STORY: “The Trout Patch,” Baltimore Review
“I was bent on not believing in nothing then, but that night I felt something moving out there past the hills of southeast Kentucky.”
ESSAY: “A Shipment to Rabbit Run,” Appalachian Review, forthcoming
“My father held a son tight in that place—in Somerset, at Rabbit Run. A son he built…But I was not that son. He was not me.”
POETRY: “Daddy,” “Evocation of Woman,” & Others, Lavender Bluegrass: LGBT Writers on the South
“Dear God, what I’d give to know you, Daddy.”
ESSAY: “Role Play,” Queer Communion: Appalachian Writers on Religion, forthcoming
“Unlike performance, identity rests on belief. Identity is a faith—a strong-held conviction that even when tested, no one can refute.”

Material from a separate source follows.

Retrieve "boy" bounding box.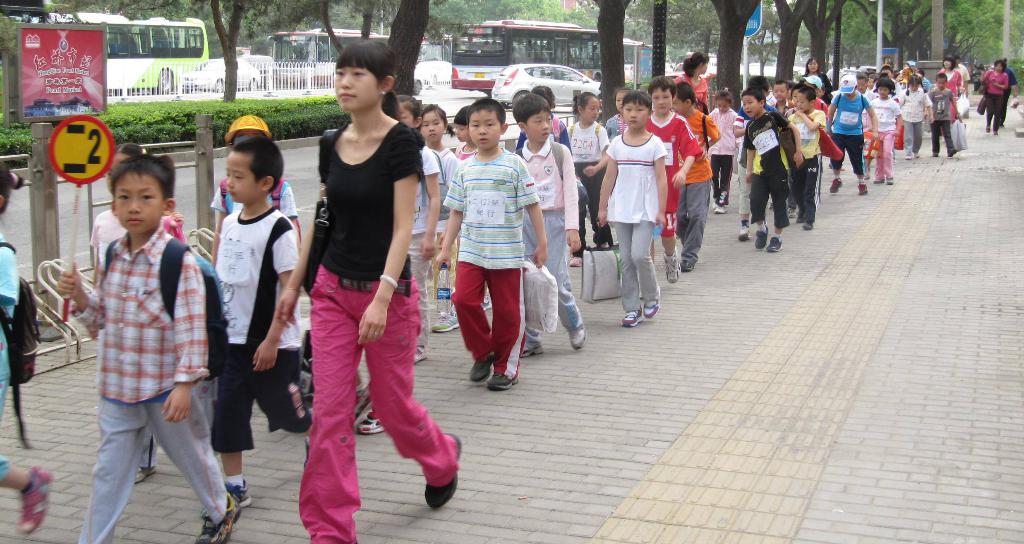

BLOG: “Appalachian Root Trip”
“Trump came to West Virginia,” Riffe said, “and he told all the miners that he would get their jobs back. Those jobs aren’t coming back.”
POETRY: “Ocean to Ocean” & “Inheritance,” Still: the Journal
“My hands… reached out of the hills for something else dark and forbidden: the fruit of another man”
ARTICLE: “Happy Pride, Y’all,” Medium
“I grew up gay in the Christian south, in Appalachia, in a culture where masculinity was strong, rugged, calloused and emotionless. Exclusively.”